I cheat in video games, when available to on some games, to give me a little kick of fun. Sometimes I don’t have the patience to tediously go through the standard way. Other times, I feel I’ve earned it anyways, because of having undergone the stresses and frustrations or the time I’ve played of certain games to go through the normal way.
Like in Terraria, it’s a game I’ve clocked in upwards of 900 hours. I felt like I had done everything in the game prior to the content that added the Moon Lord and many other things. At that time, it was 850 hours.
So the point of the matter is, yeah I don’t find it that big of a deal to cheat in video games. If I cared to and want to, I’m decent enough to handle games without cheats, given enough time.
Multiplayer of course I never cheat in those.


Changing stuff on a single player video game is not cheating.

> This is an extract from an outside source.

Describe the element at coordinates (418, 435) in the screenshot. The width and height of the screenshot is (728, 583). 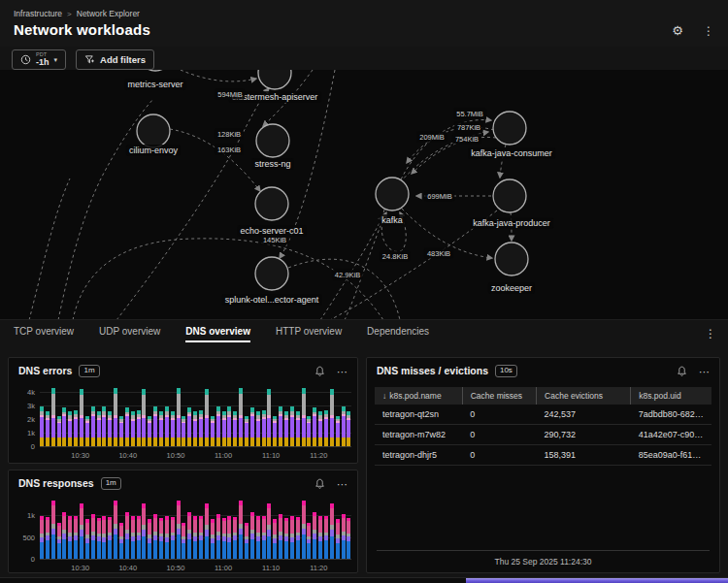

Cheating can only exist on a competition, like on multiplayer, because you are expected to fair play with another human being.
To think that playing on your own and changing the parameters of play is cheating is a limiting and constrained, and honestly sad, point of view. It’s like punishing a kid for imagining that a toy has super powers. Extremely soul crushing and anti-creativity. If you are playing on your own, then there’s no cheat. Your play, your rules, no punishment for changing your mind. The play field exist to play, not to impose arbitrary and oppressing notions of real life judgement. You can’t cheat, when you are just playing for fun.
That said, if you cheat to make the game easier and access content that you can’t access by skill. It is not cheating, it is a failure of accessibility features. There’s nothing more stupid that the sense of gamer honor.